Are they still okay for internet? That's what my roommate and I were gonna go with in October when our Cricket account expires.
Are they still okay for internet? That's what my roommate and I were gonna go with in October when our Cricket account expires.
I know how you feel about Comcast; I have the same thing with the Cable One monopoly in my town. We only get about 60 network and cable channels, and there's only 25 or so that are available as HD.
Of course, satellite is an option for people who can use it; but in a rural city, you often run into the problems of immovable obstructions to the signal (such as the large number of trees surrounding the house of one of my friends). For me, the problem is that my property is a lightning rod due to an underground river; any satellite dish I put up would be struck by lighting and fried a day or two after installation.

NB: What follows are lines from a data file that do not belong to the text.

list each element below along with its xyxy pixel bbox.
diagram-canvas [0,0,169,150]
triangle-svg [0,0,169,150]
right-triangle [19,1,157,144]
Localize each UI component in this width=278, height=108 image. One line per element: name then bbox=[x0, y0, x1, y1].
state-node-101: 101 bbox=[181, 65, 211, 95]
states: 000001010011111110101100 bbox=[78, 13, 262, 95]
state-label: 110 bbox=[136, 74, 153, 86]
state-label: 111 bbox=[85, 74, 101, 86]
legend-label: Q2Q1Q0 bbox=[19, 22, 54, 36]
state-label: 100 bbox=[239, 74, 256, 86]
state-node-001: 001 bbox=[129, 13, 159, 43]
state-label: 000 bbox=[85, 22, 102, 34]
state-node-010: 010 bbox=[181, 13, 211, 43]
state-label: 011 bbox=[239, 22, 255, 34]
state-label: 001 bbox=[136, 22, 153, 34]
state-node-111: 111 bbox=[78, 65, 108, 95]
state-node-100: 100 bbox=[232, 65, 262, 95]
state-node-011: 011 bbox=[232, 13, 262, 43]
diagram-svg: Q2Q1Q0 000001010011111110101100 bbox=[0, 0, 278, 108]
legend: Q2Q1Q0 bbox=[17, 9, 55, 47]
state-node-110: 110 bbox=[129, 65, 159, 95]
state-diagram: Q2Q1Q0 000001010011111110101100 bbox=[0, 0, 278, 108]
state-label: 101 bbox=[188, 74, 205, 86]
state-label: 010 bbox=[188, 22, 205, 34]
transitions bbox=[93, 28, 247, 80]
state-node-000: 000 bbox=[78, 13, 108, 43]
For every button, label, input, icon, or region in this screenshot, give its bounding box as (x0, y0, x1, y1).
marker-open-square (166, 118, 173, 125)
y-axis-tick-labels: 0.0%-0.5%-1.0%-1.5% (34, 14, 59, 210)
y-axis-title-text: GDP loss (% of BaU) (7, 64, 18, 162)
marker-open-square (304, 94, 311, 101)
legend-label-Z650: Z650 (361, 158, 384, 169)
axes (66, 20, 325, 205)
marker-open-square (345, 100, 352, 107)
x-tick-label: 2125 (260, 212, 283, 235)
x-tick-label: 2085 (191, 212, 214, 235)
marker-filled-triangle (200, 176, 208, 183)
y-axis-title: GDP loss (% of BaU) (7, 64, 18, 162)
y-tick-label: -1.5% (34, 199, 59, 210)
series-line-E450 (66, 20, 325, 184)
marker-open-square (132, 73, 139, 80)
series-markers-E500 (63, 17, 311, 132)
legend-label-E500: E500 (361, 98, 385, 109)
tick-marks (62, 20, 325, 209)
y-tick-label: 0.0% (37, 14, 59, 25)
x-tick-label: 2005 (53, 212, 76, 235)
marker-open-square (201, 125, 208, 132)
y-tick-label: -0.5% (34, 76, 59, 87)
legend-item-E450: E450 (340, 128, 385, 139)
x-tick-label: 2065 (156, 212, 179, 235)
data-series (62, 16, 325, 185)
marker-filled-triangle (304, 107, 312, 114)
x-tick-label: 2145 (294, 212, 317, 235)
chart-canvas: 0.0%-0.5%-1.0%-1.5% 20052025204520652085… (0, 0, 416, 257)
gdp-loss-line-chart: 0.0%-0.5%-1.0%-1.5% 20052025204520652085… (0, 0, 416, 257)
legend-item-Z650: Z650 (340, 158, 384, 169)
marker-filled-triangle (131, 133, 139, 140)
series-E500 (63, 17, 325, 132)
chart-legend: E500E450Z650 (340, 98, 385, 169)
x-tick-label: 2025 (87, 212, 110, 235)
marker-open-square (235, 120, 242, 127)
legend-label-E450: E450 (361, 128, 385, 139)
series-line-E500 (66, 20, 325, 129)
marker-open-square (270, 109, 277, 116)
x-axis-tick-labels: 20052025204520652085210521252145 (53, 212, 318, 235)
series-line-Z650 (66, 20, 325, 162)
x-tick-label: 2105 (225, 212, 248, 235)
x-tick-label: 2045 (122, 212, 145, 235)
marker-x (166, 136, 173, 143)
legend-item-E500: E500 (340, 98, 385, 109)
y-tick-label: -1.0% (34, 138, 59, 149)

I've been hoping AT&T cable will become available here, but most of the phone lines in my town are still century old copper and thus unable to carry the signal. They are replacing with fiber optics, but it's at a snail's pace; they don't even had an ETA on it (and given that my area still doesn't even have something easy like AT&T 3G, I can't imagine the fiber optics will be finished within the next 15 years).
I have them for broadband only in Chicago--they've been fine so far.
Back in SF when I had them for broadband and cable, our cable modem died twice (in just over 3 years) but hassle-free replacements fixed the problems quickly.
Even if it's mounted to a wooden 4x4? If so, put an actual lightning rod kinda near it and ground that really good. Lightning should go for that instead.
Even if it's mounted to a wooden 4x4? If so, put an actual lightning rod kinda near it and ground that really good. Lightning should go for that instead.
We've grounded everything at my house six ways from Sunday; we've had multiple professionals look into it. Nothing helps. They keep telling us it's the underground river, but maybe we're on a junction of two magnetic ley lines or something (hell, as good an explanation as any at this point).
I hope they do. But, as another poster pointed out, as long as people will put up with their crap and pay their ridiculous prices they ain't going anywhere.Been meaning to post this for a while...but i was wondering if anyone else feels like COmcast might be the next big corporation to implode:
Anyone want to the list? Or am i just disgruntled?
- ridiculous commercials (though my 4 year old seems fascinated by them)
- Poor service (multiple outages)
- Rising prices (such as on demand movies; costing now $4.99 and up; Redbox is only $1, and seems to have as good a selection)
- Unneeed monopoly (in CHicago, CLTV, a 24/[really 13 3/4 hour] Chicago area news channel can ONLY be seen on COmcast)
- Lackluster On Deman COntent
- semi-randomly assigned channel numbers (HD channels kinda plopped in between ~ 171 and ~330; groupings that get interrupte by an unrelated channel)
- Overcharge for HD package
I think the name of the original company was Warner Cable. My experience was the same as yours though. Two or three name changes until Comcast absorbed the local operation.^ Was it actually Comcast back then? Or even a company bought by a company bought by Comcast? (This could go on for a while)
We had Cox cable (I think) around 1980-1981 and I have no idea how many times the name changed in all those years, or how many other companies got rolled into this fat fucking monopoly, but at least there's still at least 2 satellite companies to create some competition.
XM & Sirius merging will probably mean a lot of screw-job for satellite radio listeners, of which I used to be one (dropped before the merger became known, I just got fed up with Sirius' crap Indian customer service).
I think the name of the original company was Warner Cable. My experience was the same as yours though. Two or three name changes until Comcast absorbed the local operation.^ Was it actually Comcast back then? Or even a company bought by a company bought by Comcast? (This could go on for a while)
We had Cox cable (I think) around 1980-1981 and I have no idea how many times the name changed in all those years, or how many other companies got rolled into this fat fucking monopoly, but at least there's still at least 2 satellite companies to create some competition.
XM & Sirius merging will probably mean a lot of screw-job for satellite radio listeners, of which I used to be one (dropped before the merger became known, I just got fed up with Sirius' crap Indian customer service).
I'd been less than happy with them for a while. Moving the NFL Network was the last straw. The fact that I'd been a charter subscriber, and that loyalty is a two way street was was completely lost on them. Somehow they thought it was better to lose my almost $100 monthly subscription fee than give me the $5 sports tier that would have kept me on board. Go figure.
Never did the satellite radio thing, but I take your point. No competition means no service.